In riverine ecosystems, human‐induced stressors related to flow regulation and bank stabilisation have accumulated over time. The restoration of these highly anthropised ecosystems has become a major issue over the last few decades, with ambitious stated objectives. However, while the individual impact of flow regulation and channelisation on river functioning has been extensively studied, the response of ecological communities to multiple co‐occurring human‐induced stressors remains largely unexplored.
Using a sampling design based on five river reaches in the Rhône catchment, ranging from unregulated in flow and bedload transport to intensively regulated reaches, we sought to understand how the accumulation of anthropogenic stressors influenced the functional response of riparian plants communities on gravel bars. By using 12 ecological and morphological traits, we performed a classification analysis to construct six riparian guilds and investigated whether their representativeness, as well as the mean value of individual traits, varied with increasing levels of anthropogenic stressors.
Species cover and redundancy in several guilds increased or decreased significantly with increasing pressures. Thus, the guild of small taproot herbs with low nutrient and soil moisture requirements (xero‐oligotro‐taproot species guild) and the guild of taproot herbs adapted to very bright and dry conditions (mesoxero‐mesotro‐taproot species guild) dominated the unregulated reaches with active bedload transport. Conversely, regulated reaches with stabilised baseflow and inactive transport were dominated by the guild of flood‐tolerant trees (hygro‐perennial tall species guild) and the guild of vegetatively reproducing and flood‐tolerant perennial herbs (hygro‐perennial clonal species guild).
Analysis of individual traits revealed a shift in environmental conditions, from full light to shade tolerance and from dry to humid, with increasing anthropogenic stressors. In response to this decrease in drought levels, plants traits shifted from annual to perennial species, from sexual to vegetative strategies and from taproots to a fibrous root system.

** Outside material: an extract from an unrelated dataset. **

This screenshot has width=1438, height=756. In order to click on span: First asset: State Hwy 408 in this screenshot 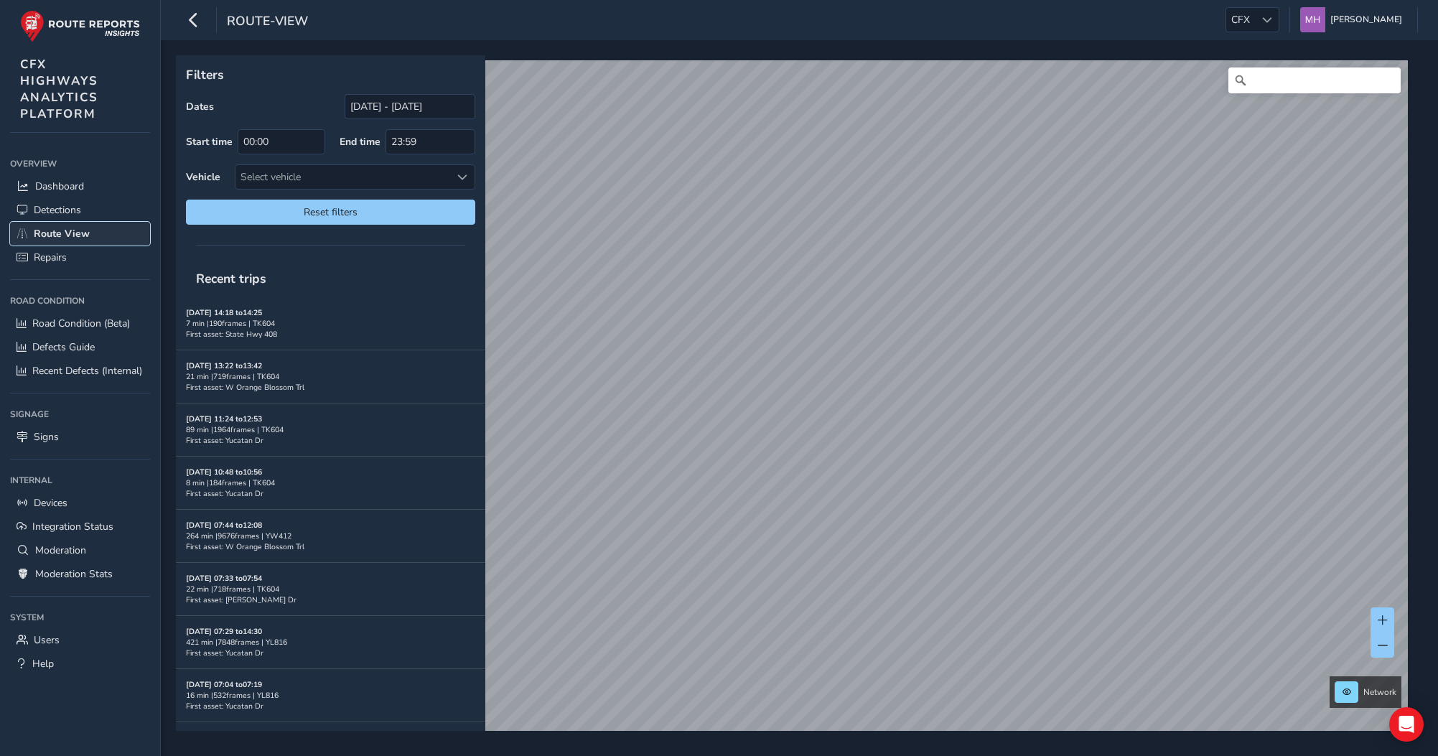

Our results highlight the accumulated effects that anthropogenic stressors can have on riparian communities, inducing a progressive shift in certain traits related to life history, reproductive strategies, and drought adaptations. This effect on a set of shared traits reveals the strong influence that human infrastructures can have on the ecological niche of species and the morphological adaptations of riparian vegetation.
From an applied point of view, and for highly anthropised rivers, our results suggest that restoration actions targeting a single stressor will not be sufficient to reorient riparian plant communities towards an ecological state closer to reference systems. Since human‐induced stressors have often deeply altered the flow and sediment regimes of rivers, a more integrated approach based on the restoration of erosion and flooding processes is essential to allow the expression of a wider diversity of riparian plant communities and habitats.